Long-term chatbots are expected to develop relationships with users. The major trend in this field’s recent long-term chatbot studies is to train systems with virtual long-term chat data called Multi-Session Chat (MSC), which collects text chat from multiple sessions of crowd workers playing the roles of speakers with defined personas. However, no investigation has attempted to determine whether such virtual long-term chat can successfully simulate relationship-building between speakers. To clarify the difference between an actual long-term intimacy process and an MSC intimacy process, this study collects real long-term chat and MSC in Japanese and compares them in terms of speech form and dialogue acts. The results of analyzing these factors suggest that MSC have an unnatural tendency to behave as if they have a close relationship with non-polite speech levels compared to actual long-term chats, but also as if they have a shallow relationship with more questions than real long-term chats.
To augment datasets used for scientific-document writing support research, we extract texts from “Related Work” sections and citation information in PDF-formatted papers published in English. The previous dataset was constructed entirely with Tex-formatted papers, from which it is easy to extract citation information. However, since many publicly available papers in various fields are provided only in PDF format, a dataset constructed using only Tex papers has limited utility. To resolve this problem, we augment the existing dataset by extracting the titles of sections using the visual features of PDF documents and extracting the Related Work section text using the explicit title information. Since text generated from the figures and footnotes appearing in the extraction target areas is considered noise, we remove instances of such text. Moreover, we map the cited paper’s information obtained using existing tools to citation marks detected by regular expression rules, resulting in pairs of cited paper information and text of the Related Work section. By evaluating body text extraction and citation mapping in the constructed dataset, the accuracy of the proposed dataset was found to be close to that of the previous dataset. Accordingly, we demonstrated the possibility of building a significantly augmented dataset.
With the increase in the number of published academic papers, growing expectations have been placed on research related to supporting the writing process of scientific papers. Recently, research has been conducted on various tasks such as citation worthiness (judging whether a sentence requires citation), citation recommendation, and citation-text generation. However, since each task has been studied and evaluated using data that has been independently developed, it is currently impossible to verify whether such tasks can be successfully pipelined to effective use in scientific-document writing. In this paper, we first define a series of tasks related to scientific-document writing that can be pipelined. Then, we create a dataset of academic papers that can be used for the evaluation of each task as well as a series of these tasks. Finally, using the dataset, we evaluate the tasks of citation worthiness and citation recommendation as well as both of these tasks integrated. The results of our evaluations show that the proposed approach is promising.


▶ The task
In the records below, find the line with "Task: Click on the button: Onboarding" and the line with "The width and height of the screenshot is (1382, 777)."; return exactly those lines and every line between them.
----
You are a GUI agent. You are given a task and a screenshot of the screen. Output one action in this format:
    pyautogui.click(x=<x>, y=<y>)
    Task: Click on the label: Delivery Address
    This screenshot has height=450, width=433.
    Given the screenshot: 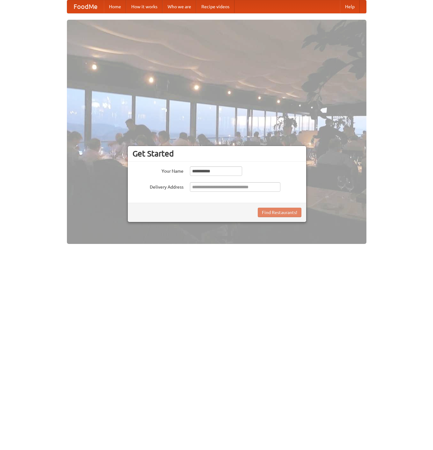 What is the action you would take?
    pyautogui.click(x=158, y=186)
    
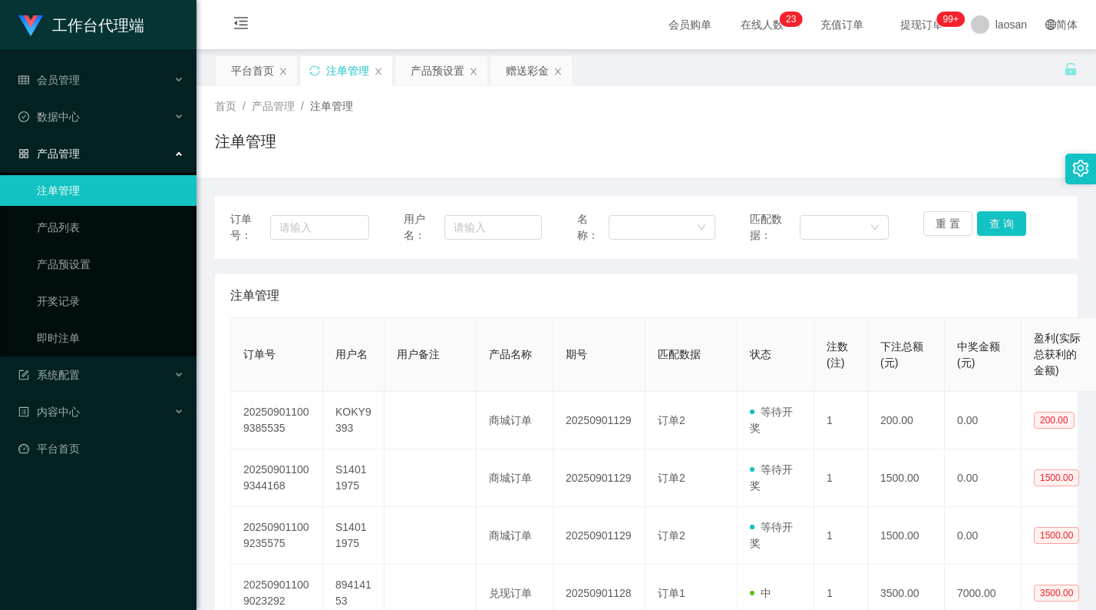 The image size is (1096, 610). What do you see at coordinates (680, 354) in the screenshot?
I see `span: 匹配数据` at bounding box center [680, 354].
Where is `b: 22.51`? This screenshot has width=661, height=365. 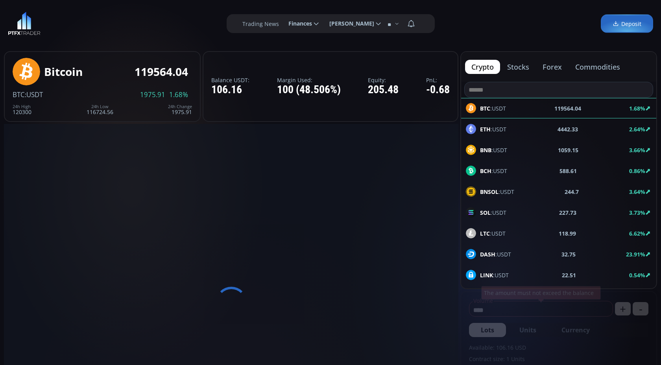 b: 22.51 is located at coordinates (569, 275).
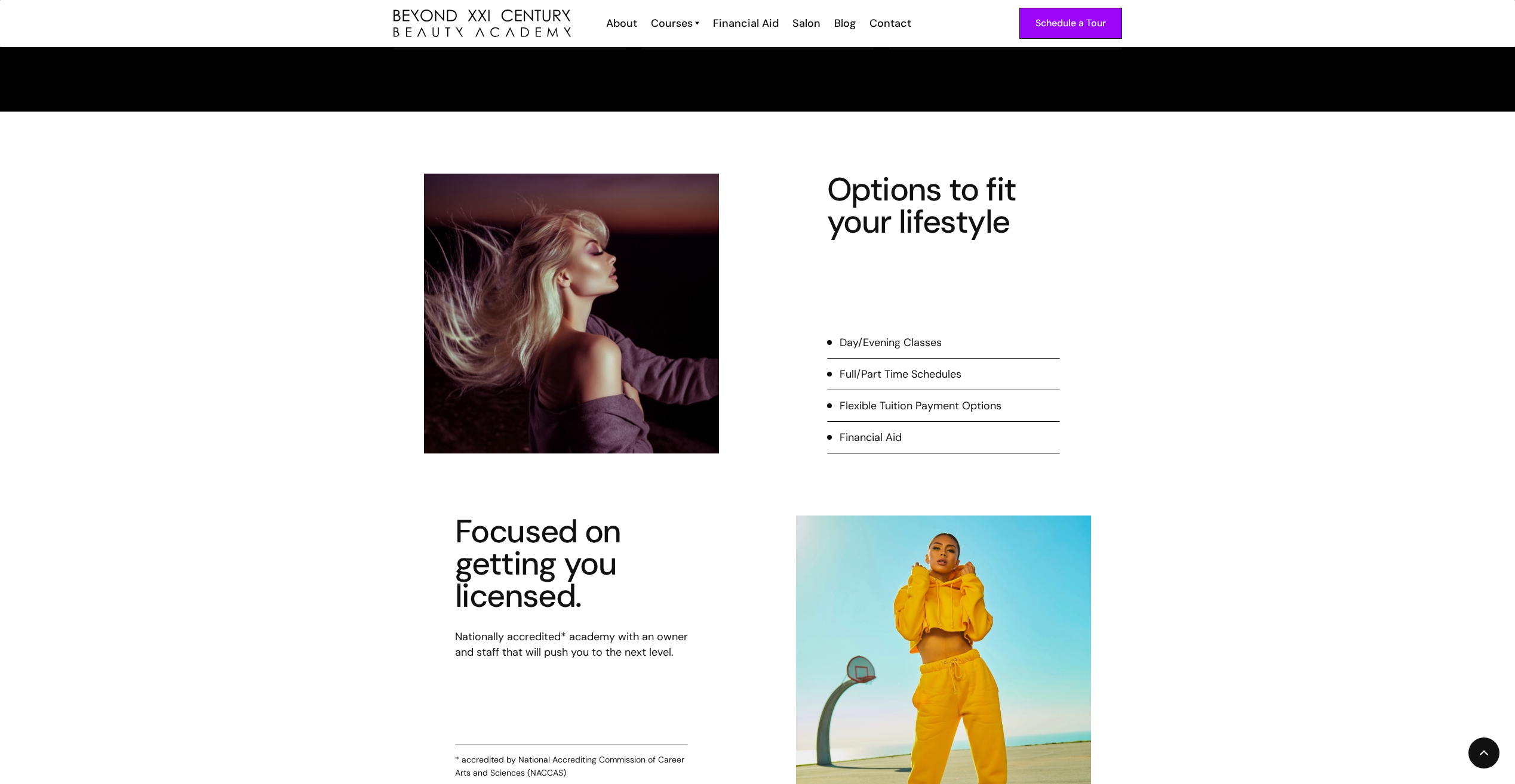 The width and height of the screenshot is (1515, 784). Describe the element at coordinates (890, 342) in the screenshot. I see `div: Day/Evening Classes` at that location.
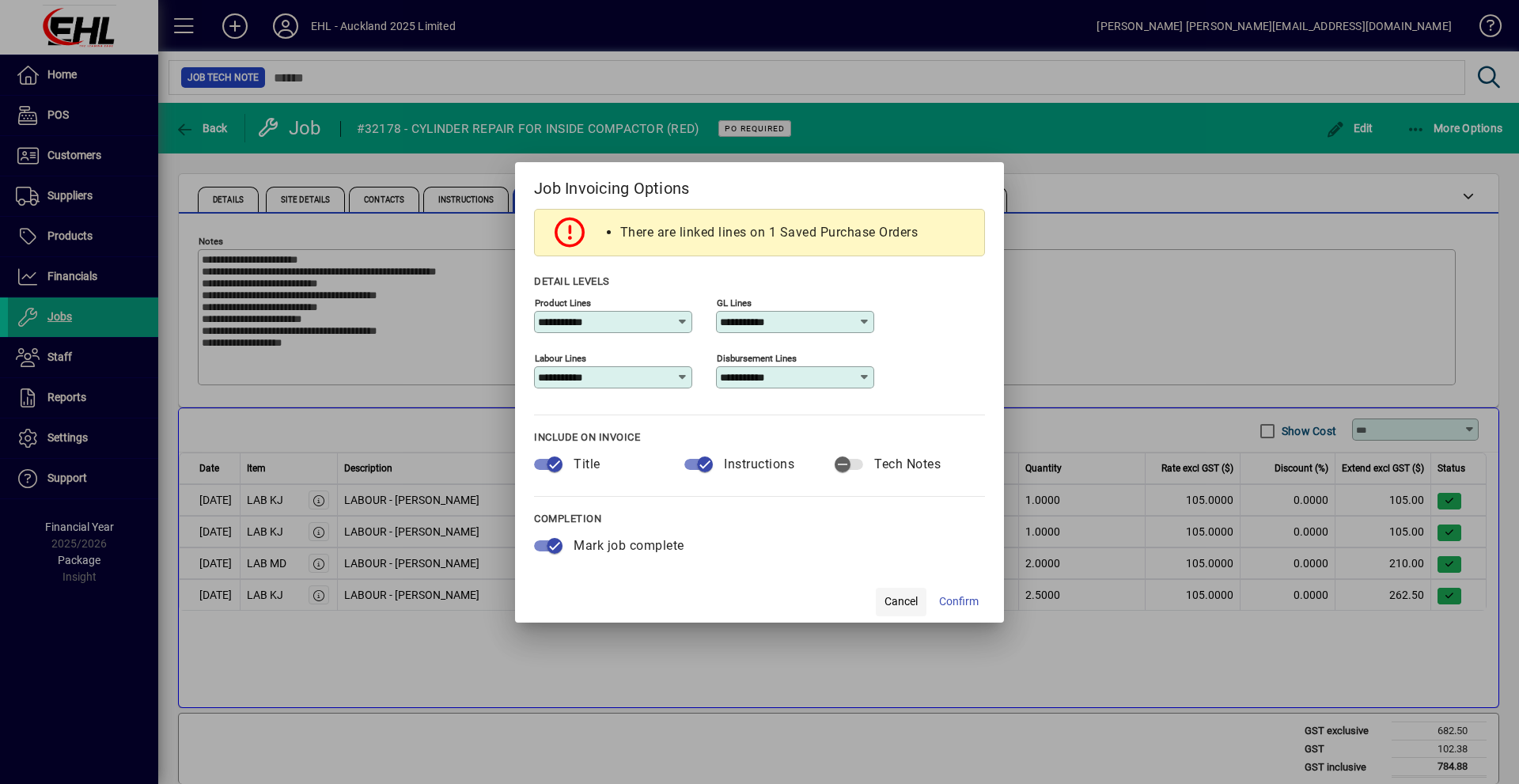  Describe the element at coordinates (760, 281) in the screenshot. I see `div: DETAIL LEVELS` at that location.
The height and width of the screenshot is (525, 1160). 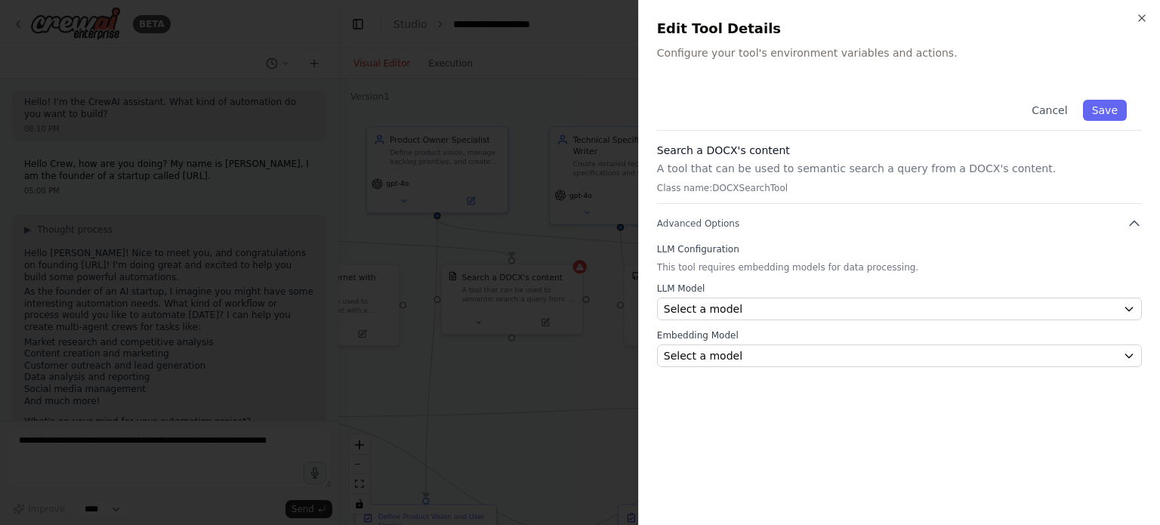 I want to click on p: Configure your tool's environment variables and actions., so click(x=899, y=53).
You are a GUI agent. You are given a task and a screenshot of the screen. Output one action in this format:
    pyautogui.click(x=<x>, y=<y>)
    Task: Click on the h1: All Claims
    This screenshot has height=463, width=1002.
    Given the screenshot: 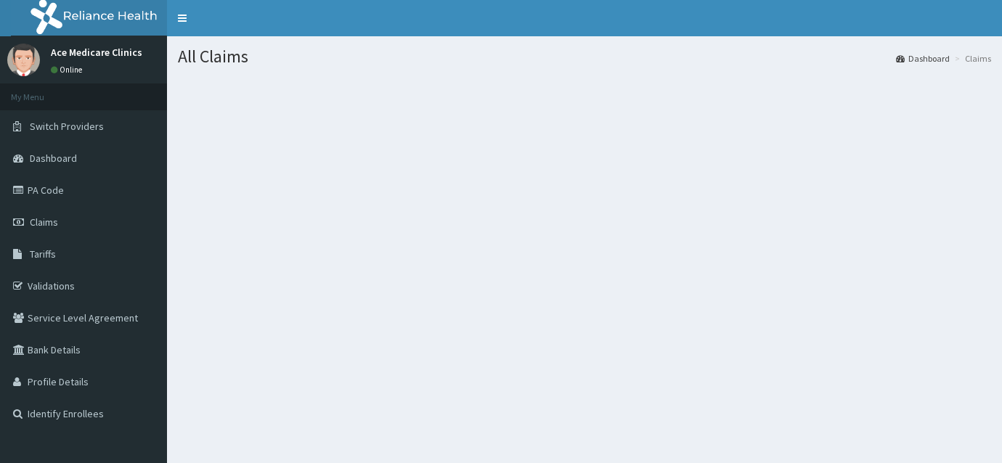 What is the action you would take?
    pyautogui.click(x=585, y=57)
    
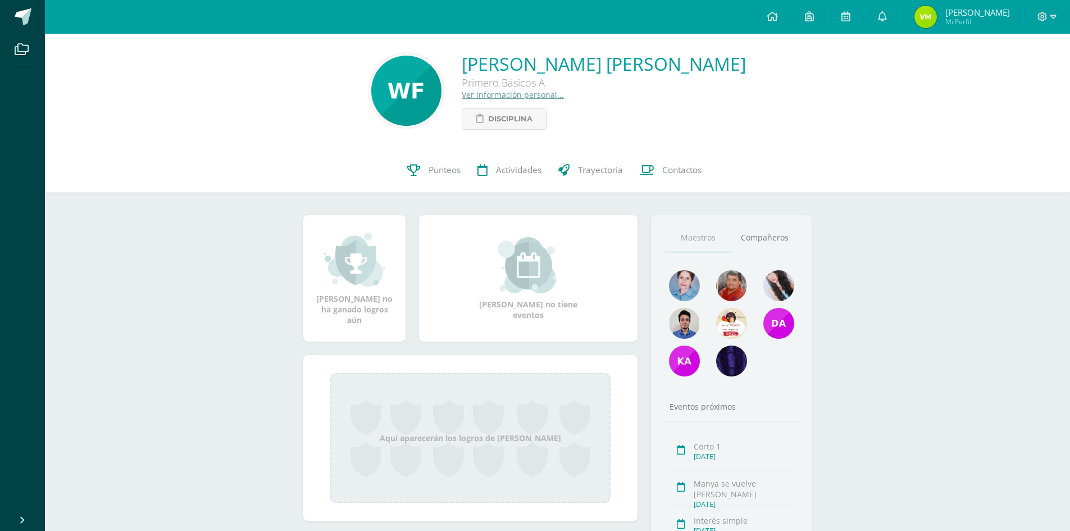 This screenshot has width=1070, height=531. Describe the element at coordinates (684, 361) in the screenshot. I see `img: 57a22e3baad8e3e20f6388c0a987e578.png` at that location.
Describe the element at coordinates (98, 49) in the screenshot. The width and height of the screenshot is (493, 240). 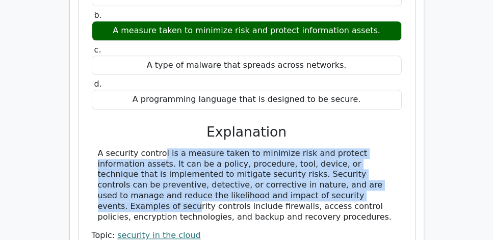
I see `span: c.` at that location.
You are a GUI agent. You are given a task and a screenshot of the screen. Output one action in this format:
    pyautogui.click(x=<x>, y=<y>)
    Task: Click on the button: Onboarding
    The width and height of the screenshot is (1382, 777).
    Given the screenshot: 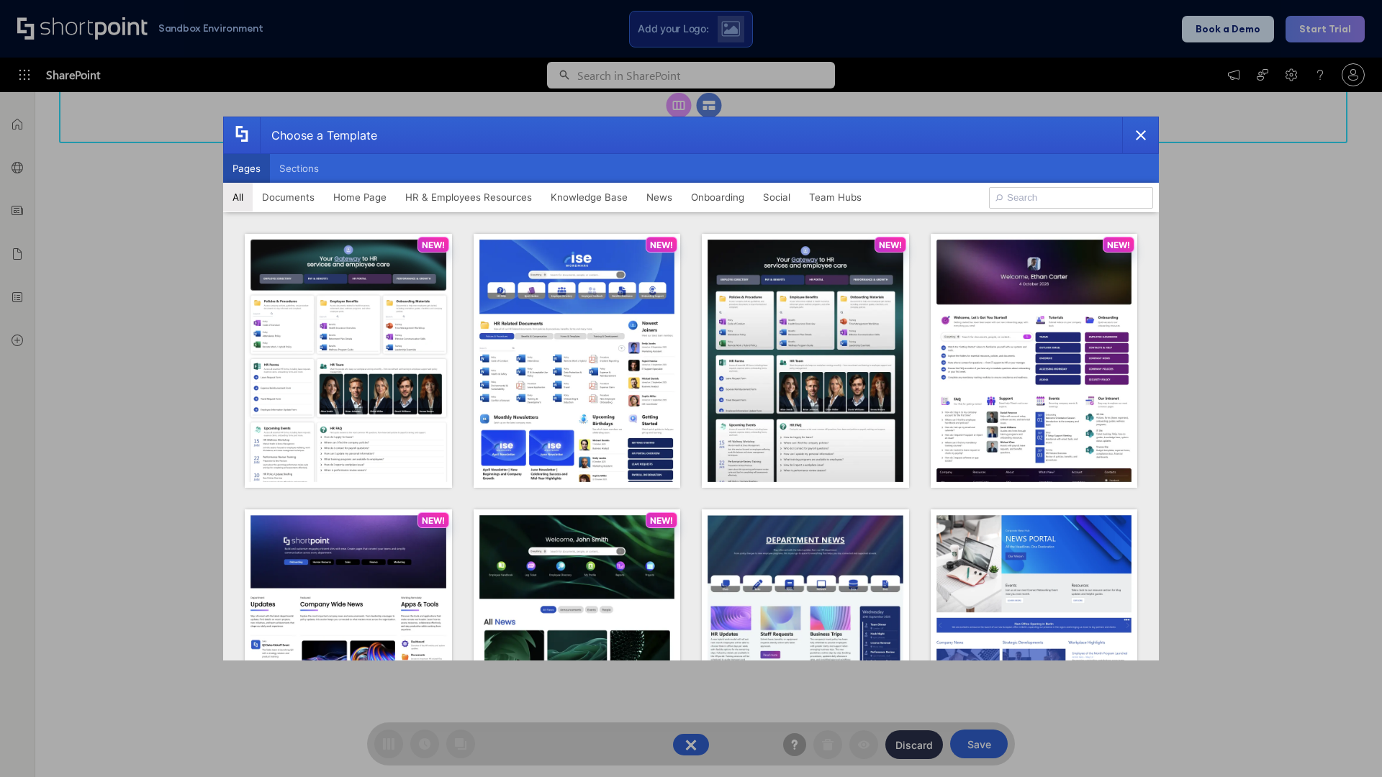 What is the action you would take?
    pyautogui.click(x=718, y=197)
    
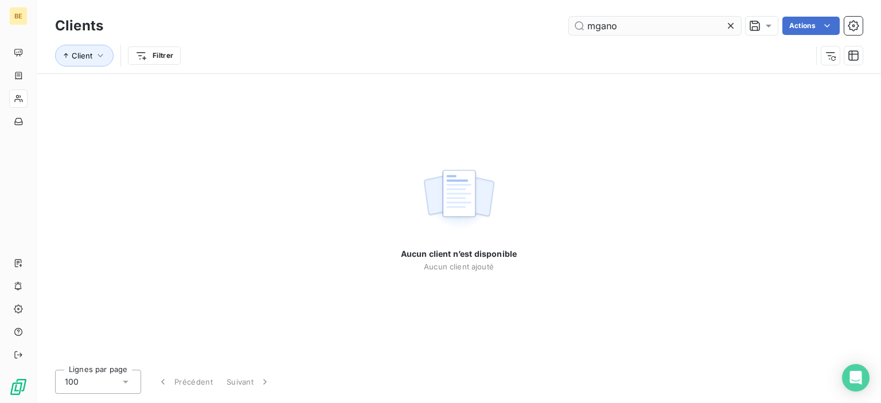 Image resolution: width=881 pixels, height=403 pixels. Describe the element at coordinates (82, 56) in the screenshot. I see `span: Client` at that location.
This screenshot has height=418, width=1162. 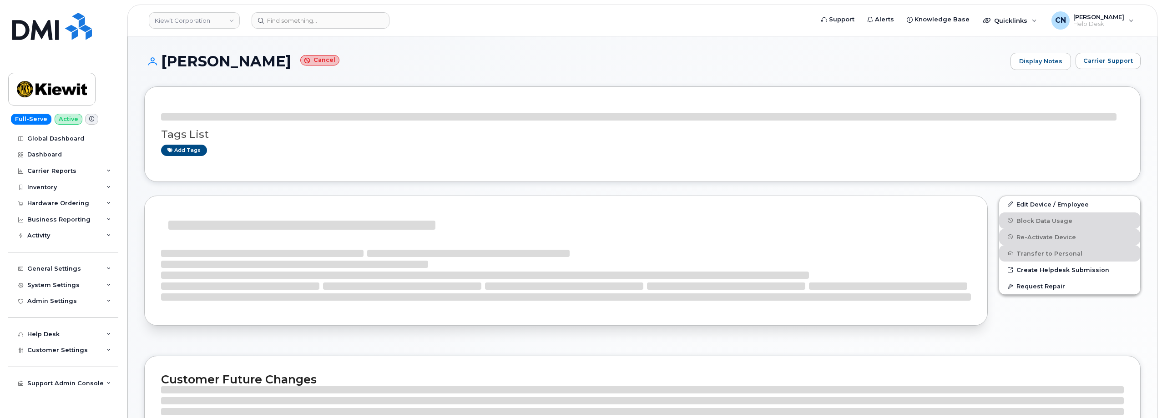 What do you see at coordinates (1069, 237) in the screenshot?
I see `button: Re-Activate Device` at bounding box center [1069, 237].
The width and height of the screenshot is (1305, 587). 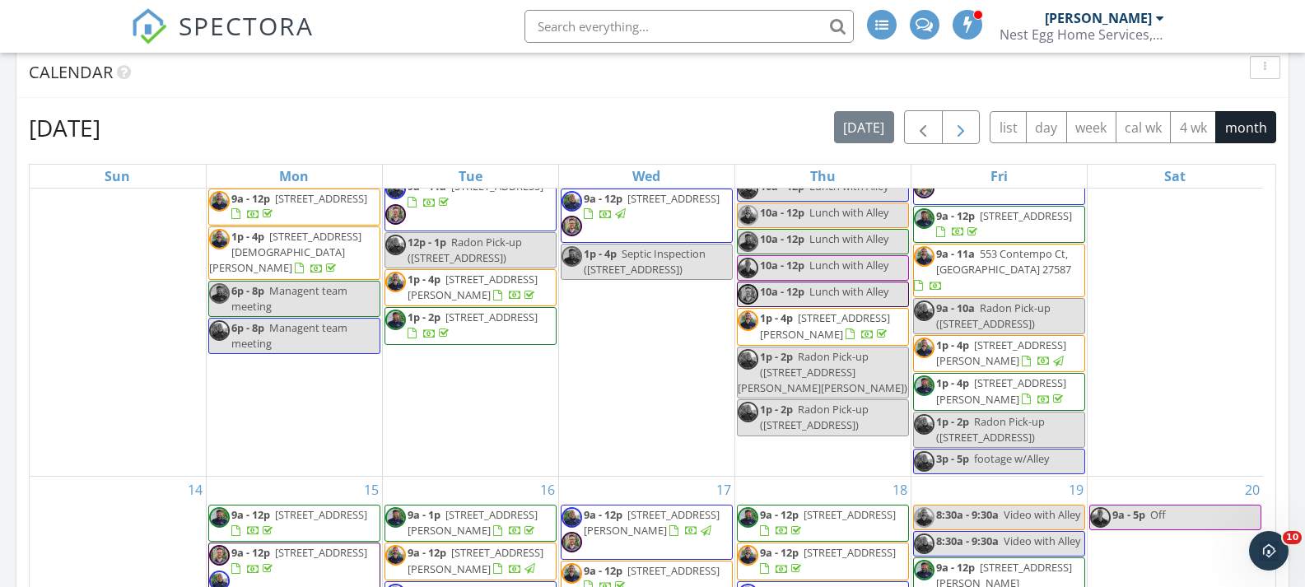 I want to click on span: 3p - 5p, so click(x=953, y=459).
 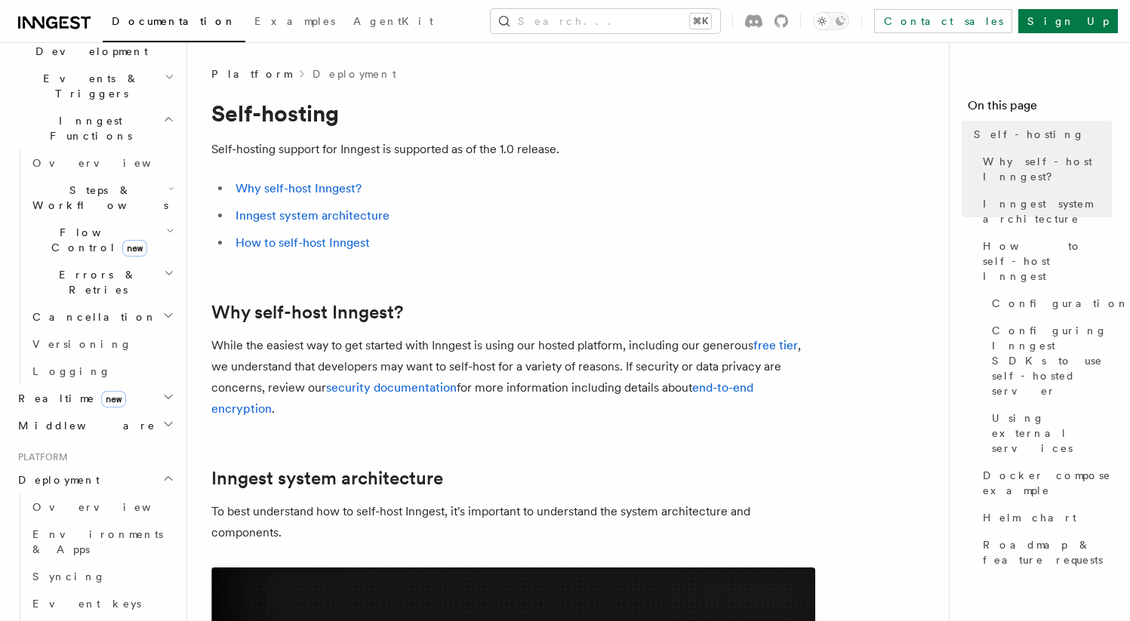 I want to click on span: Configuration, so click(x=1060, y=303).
----
▶ Solution for this task
    Task: Click on the button: Onboarding
    The width and height of the screenshot is (1382, 777).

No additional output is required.